Will the Global Interest Rates Remain Low this Year?

Published January 5th, 2020 - 11:33 GMT
Will the Global Interest Rates Remain Low this Year?
Investors believe the Fed will cut rates once over the course of next year, according to CME Group. (Shutterstock)
Global interest rates are likely to remain low for the foreseeable future with the US Federal Reserve (Fed) deciding to keep its benchmark rate in a range of 1.5% and 1.75% at its last meeting for 2019.

The US central bank also signalled it will leave rates unchanged through the end of 2020.
Looking ahead, the Fed’s dot-plot of interest rates forecasts by officials showed no changes this year and only one hike in 2021. Only four of 17 officials seem to think rates might rise this year.

The view in financial markets is not quite as sanguine. Investors believe the Fed will cut rates once over the course of next year, according to CME Group. Analysts said it’s a signal investors still have lingering worries about the economy.

The Fed had cut US interest rates in three successive meetings starting in July to shield the economy from a disruptive trade war with China that’s reduced business investment, harmed exports and sent the manufacturing sector into contraction.

Qatar-based QNB, the largest financial institution in the Middle East and North Africa, recently said it expects global interest rates to remain low for at least the next few years, which will help to maintain government debt sustainability. That will allow fiscal policy to respond to any substantial negative shocks that hit the global economy.

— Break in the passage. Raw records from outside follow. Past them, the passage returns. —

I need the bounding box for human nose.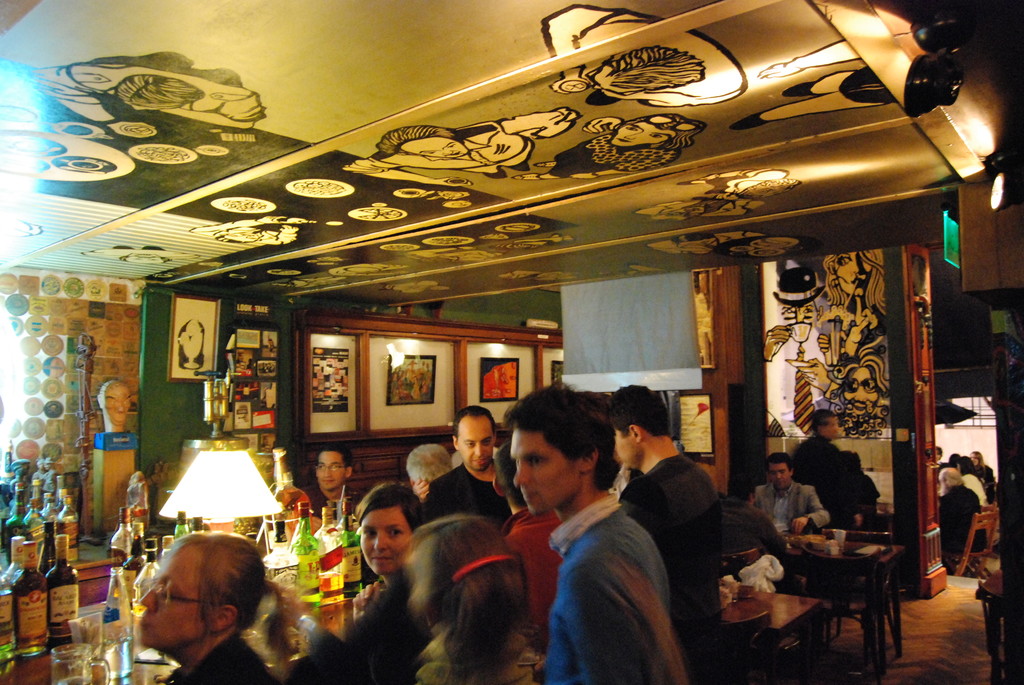
Here it is: x1=515, y1=459, x2=529, y2=481.
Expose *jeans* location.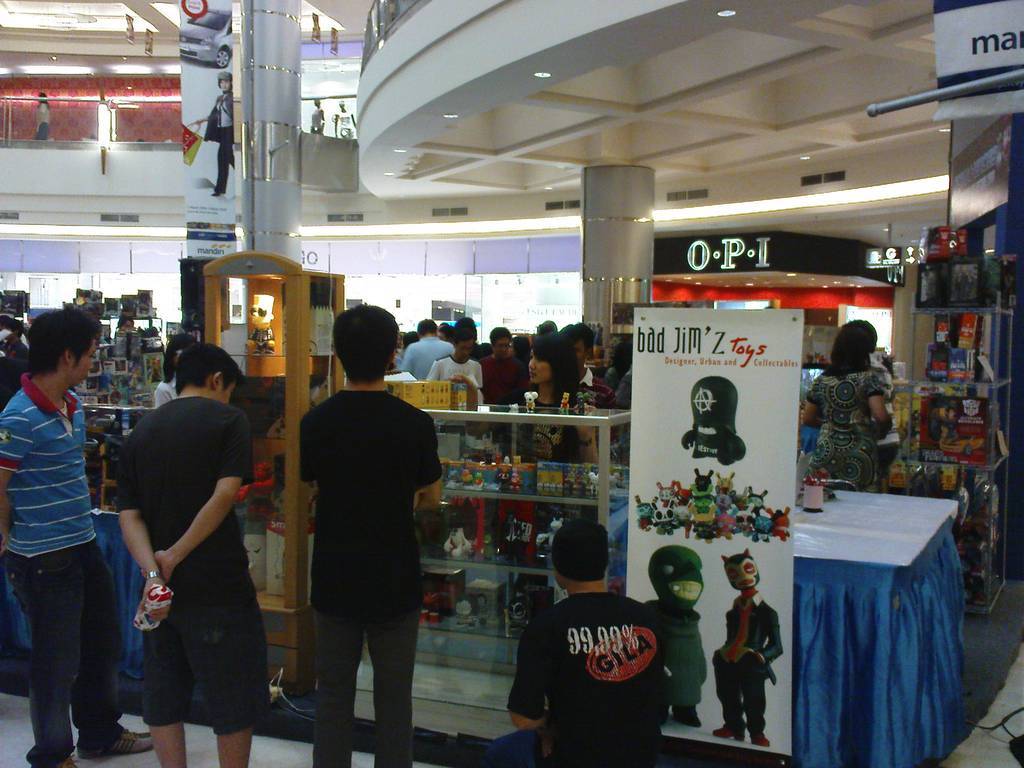
Exposed at [145,583,274,736].
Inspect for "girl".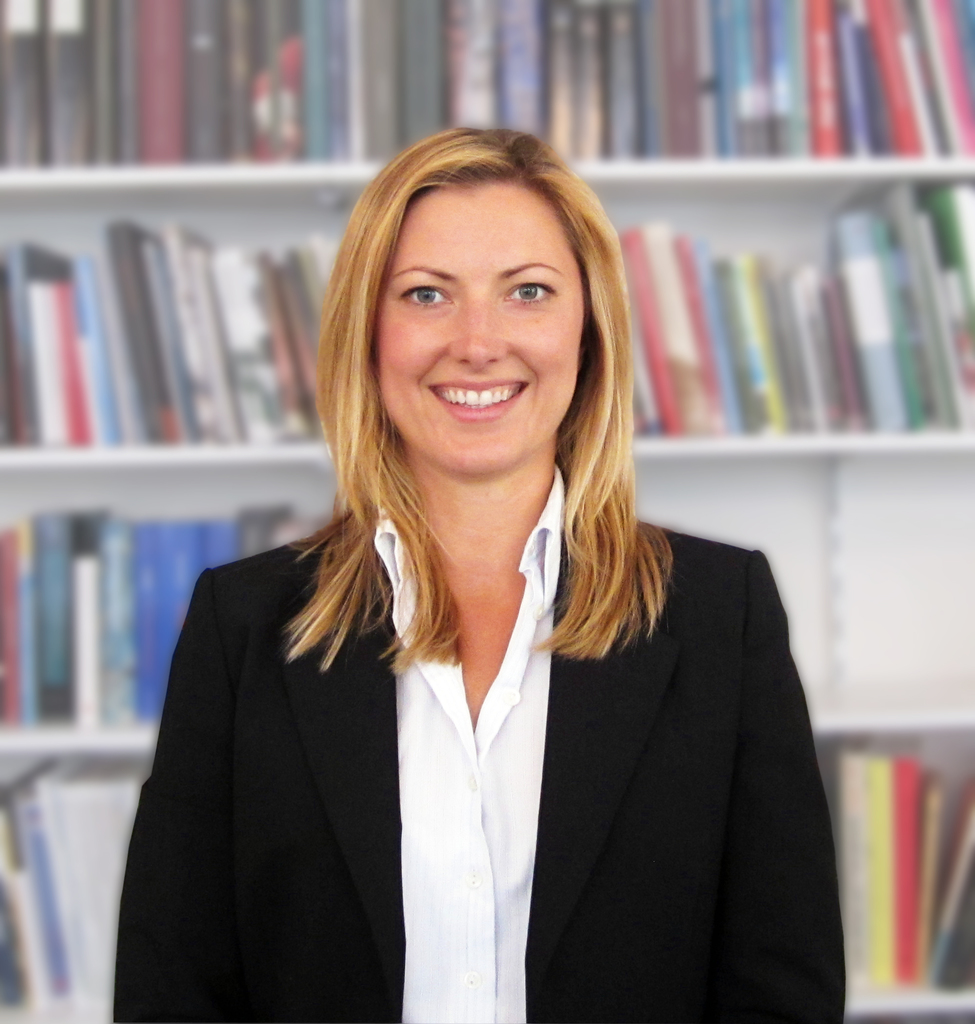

However, political polarisation and vested interests will undermine both the efficiency and effectiveness of fiscal stimulus. Taken together these constraints mean that fiscal policy can help mitigate some of the downside risks to global growth, but QNB cautions against viewing fiscal stimulus as a panacea.

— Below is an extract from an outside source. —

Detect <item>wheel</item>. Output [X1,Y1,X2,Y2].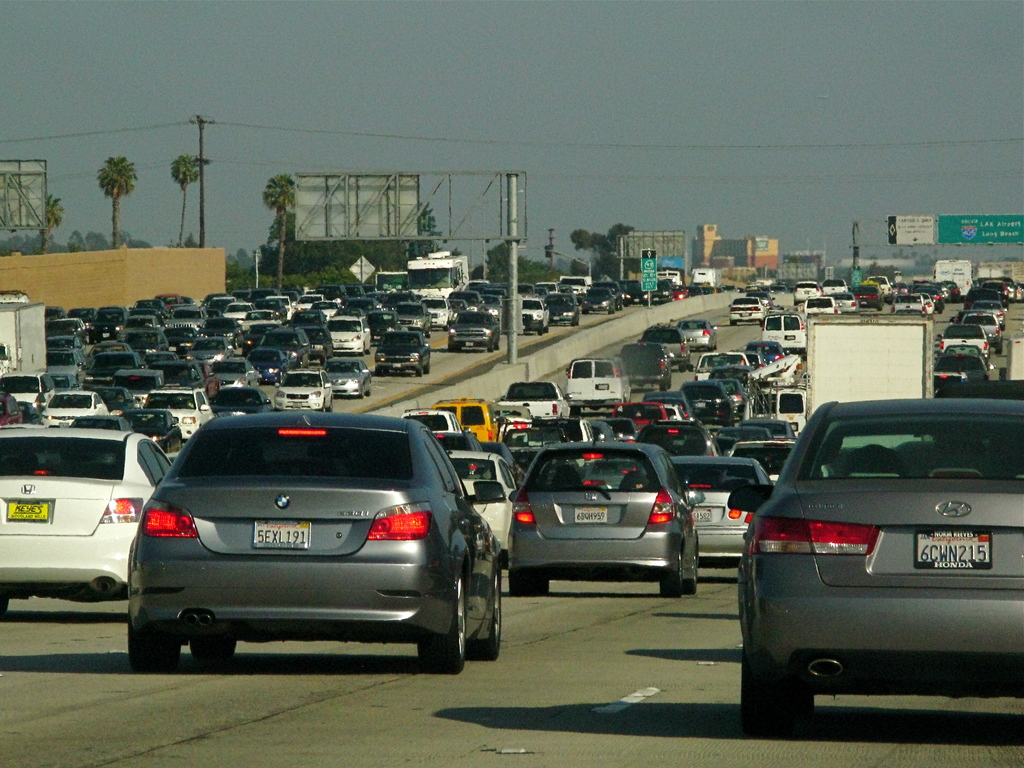
[575,316,580,327].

QNB expects a modest acceleration of global GDP growth to around 3.4% in 2020 to be driven by easier monetary policy around the world, in particular the Fed’s dovish pivot to cutting interest rates. That is despite the ongoing US-China trade war, global manufacturing recession and other risks to the outlook.

QNB is also concerned that the world has become too dependent on monetary policy, which is becoming less effective. There is also a growing risk that low global interest rates are inflating debt and asset price bubbles.

Therefore, it is important that fiscal policy can respond to any substantial negative shocks that hit the global economy.

Analysts believe the global growth this year would depend a lot on a broader agreement that resolves longstanding trade disputes between the US and China, the world’s two largest economies.

What could give the US economy and economies around the world another boost is a dialling down in US-China trade tensions after a flurry of tit-for-tat tariffs that came to a crescendo over the summer. The two countries are trying to finish the first phase of what they hope is a broader agreement that ends the trade war.

US President Donald Trump has said he will sign the first phase of a long-awaited trade deal with China on January 15, in a move that de-escalates the tariff war between the world’s two biggest economies.

Trump also said “high-level representatives of China” would attend an official ceremony at the White House.